Richard Réti
Richard Réti , born the May 28th 1889 with Pezinok (in Hungarian Bazin, in German Bösing) close to Bratislava (in Hungarian Pozsony, in German Pressburg) and dead the June 6th 1929 with Prague) is a player of failures born Hungarian, but become, like its area of Czechoslovakian origin, after the First World War. He is one of the strongest players of the years 1910 and 1920 and is one of the founders of the school hypermoderne.
Biography
The father of Réti was a doctor, Jewish Hungarian, who raised his son with a French préceptrice. In 1890, the family came to Vienna, where Réti after being left the Gymnasium, started to study the Mathématiques. However, it devoted soon more time to the set of failures than being studied. To the Central Coffee of Vienna, it came from there to forget its university work and it definitively gave up mathematics to become professional player of failures.
Xavier Tartakover said over this period of its life: Réti studies mathematics without being a limited mathematician, it represents Vienna without being Viennois, of birth it is a Old man-Hungarian without it being able to be Hungarian, he answers with an extraordinary speed, but acts with all the more of reflection, and with that he becomes the best player of failures without being world champion. It is an artist of the research which deals more of why things that with their essence.
Contrary to other Masters of the failures, Réti was by no means a child prodigy, in spite of his indisputable talent, and it had to work much for the results which it reached thereafter. It is by learning by itself and as a practitioner that it increased considerably his capacities of play between 1908 and 1912. In its first international tournament (Vienna, 1908), it could make only 3 null parts out of 19, the second time it obtained 5,5 points out of 10. The following years, it tied a narrow friendship with a very gifted player, Gyula Breyer, which was to be later with him one of the champions of the school hypermoderne.
During the First World War, the life échiquéenne stopped on the international plan and Réti took part only in local tournaments. After the war, it settled with Prague. Like its contemporary Aaron Nimzowitsch, he criticized the way of playing dogmatic of the older Masters, but he did not go as far in aggressiveness as this last, which quarreled publicly with Siegbert Tarrasch, the lawyer of the old dogmatic style.
Victory of Réti against the world champion Jose Raúl Capablanca, with New York in 1924 - he had played the opening which bears its name (1 today. Cf3 d5 2. ç4) - was a big step in the propagation of the modern ideas in the failures. The Début Réti was played much thereafter, and the idea which is at the base: the indirect control of the center, fact part today of the luggage of any good player of failures.
In 1925, Réti establishes world records by playing 29 parts with the blind man simultaneously, where it obtains +21 -2 =6.
One must in Réti of the considerable contributions to the theory of the failures and he is the author of several books: the modern Ideas with the failures (1922) and the Large Masters of the chess-board (1930) remain the traditional ones.
At the 40 years age only, Réti dies in Prague of the Scarlatine.
A part
(Richard Réti - Xavier Tartakover, Vienna, 1910)1. e4 c6 2. d4 d5 3. Cc3 dxe4 4. Cxe4 Cf6 5. Dd3 e5 6. dxe5 Da5+ 7. Fd2 Dxe5 8. 0-0-0 Cxe4?? 9. Dd8+ Rxd8 10. Fg5+ Rc7 11. Fd8#
In its Breviary of the Failures , Tartakover had the plume to reproduce this part under the title “a splendid chechmate”. It accompanies it by interesting comments.
Works translated into French
- “ Large Masters of the chess-board ” (1982, transl. of Frank Lohéac-Ammoun) - ED. Garnier brothers, Paris. - 296 p.
- (as a coll with Jaeg) “ modern Ideas in the failures ” (1997), ED. Payot, 93 p.
- “ scientific Course of failures ” (1998), ED. Payot, 85 p.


- **Required action**: Look through the listing for the string "smoke" and copy out every line that holds it.

----

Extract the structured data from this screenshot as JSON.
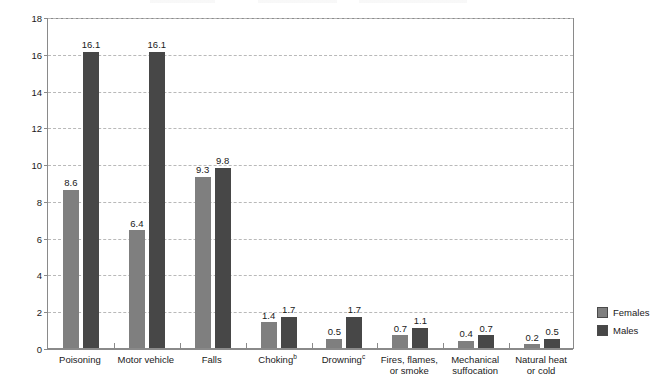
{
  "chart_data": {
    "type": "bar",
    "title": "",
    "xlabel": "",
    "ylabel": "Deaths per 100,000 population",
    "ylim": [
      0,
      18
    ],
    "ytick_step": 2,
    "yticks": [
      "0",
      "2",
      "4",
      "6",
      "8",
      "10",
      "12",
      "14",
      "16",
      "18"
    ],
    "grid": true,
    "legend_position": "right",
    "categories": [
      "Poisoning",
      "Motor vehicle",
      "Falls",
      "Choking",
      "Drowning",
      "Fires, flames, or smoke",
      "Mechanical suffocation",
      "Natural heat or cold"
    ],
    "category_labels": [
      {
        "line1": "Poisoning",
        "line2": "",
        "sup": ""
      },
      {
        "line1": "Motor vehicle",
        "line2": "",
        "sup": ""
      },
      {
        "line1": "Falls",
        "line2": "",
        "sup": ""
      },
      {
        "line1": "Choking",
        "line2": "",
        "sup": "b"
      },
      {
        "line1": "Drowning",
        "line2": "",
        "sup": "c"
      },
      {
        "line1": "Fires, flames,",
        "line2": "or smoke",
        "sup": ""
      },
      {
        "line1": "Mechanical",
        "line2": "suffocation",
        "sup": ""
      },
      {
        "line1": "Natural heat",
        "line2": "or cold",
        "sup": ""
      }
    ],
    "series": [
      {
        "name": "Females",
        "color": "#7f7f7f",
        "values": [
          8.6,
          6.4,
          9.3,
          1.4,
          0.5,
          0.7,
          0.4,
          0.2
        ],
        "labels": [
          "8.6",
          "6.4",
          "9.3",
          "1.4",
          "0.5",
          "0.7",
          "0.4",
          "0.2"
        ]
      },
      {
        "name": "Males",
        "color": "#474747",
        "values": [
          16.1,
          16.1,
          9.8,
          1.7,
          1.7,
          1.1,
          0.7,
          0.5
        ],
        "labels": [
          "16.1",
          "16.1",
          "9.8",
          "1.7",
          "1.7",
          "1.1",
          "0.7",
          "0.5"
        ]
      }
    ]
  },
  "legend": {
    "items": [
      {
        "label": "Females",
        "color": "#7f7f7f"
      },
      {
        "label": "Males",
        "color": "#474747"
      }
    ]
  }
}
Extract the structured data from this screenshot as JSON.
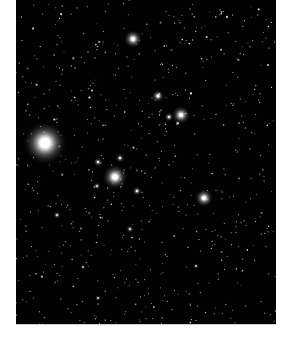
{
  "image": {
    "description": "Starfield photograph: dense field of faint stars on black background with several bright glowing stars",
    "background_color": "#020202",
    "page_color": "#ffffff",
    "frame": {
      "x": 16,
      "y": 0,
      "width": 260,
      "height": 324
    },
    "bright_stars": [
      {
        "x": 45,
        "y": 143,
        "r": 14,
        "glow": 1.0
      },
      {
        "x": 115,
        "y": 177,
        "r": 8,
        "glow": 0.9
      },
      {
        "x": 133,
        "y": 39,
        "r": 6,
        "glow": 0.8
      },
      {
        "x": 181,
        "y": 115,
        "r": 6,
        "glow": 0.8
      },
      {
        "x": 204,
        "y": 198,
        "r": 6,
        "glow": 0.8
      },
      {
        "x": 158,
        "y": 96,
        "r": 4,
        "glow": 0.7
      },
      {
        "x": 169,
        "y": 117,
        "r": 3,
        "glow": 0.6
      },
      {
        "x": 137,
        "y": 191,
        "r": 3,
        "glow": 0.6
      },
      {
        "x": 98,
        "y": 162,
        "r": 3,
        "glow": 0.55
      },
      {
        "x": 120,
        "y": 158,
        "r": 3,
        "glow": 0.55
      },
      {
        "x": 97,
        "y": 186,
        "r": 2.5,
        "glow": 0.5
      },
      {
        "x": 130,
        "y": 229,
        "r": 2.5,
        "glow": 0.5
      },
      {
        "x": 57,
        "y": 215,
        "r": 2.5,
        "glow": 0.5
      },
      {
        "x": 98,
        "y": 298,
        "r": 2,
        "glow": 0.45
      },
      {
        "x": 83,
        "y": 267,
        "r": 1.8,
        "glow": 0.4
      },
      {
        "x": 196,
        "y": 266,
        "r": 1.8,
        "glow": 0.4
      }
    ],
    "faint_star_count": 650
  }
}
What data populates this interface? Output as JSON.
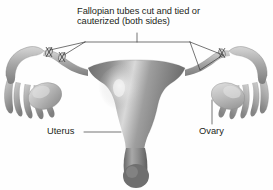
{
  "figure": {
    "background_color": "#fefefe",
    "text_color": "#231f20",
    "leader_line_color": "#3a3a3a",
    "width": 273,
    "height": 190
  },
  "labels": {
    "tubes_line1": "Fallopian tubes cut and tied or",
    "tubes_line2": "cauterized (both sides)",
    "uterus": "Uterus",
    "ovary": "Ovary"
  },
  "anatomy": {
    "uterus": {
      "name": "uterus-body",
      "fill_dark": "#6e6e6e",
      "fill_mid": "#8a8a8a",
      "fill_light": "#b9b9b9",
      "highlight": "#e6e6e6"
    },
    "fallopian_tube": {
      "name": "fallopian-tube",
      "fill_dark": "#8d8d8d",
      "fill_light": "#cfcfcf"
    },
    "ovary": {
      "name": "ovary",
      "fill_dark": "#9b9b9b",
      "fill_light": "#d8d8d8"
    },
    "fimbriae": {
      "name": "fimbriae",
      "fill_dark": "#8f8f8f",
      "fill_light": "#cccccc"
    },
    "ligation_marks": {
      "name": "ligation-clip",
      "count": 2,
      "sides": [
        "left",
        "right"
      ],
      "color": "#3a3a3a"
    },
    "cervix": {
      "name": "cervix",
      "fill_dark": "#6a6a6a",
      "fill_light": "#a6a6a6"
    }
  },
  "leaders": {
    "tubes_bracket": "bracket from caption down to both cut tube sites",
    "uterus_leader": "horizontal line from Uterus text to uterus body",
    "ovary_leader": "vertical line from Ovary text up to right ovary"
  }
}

----

- **Result of the exercise**:
      "Fires, flames, or smoke",
        "line2": "or smoke",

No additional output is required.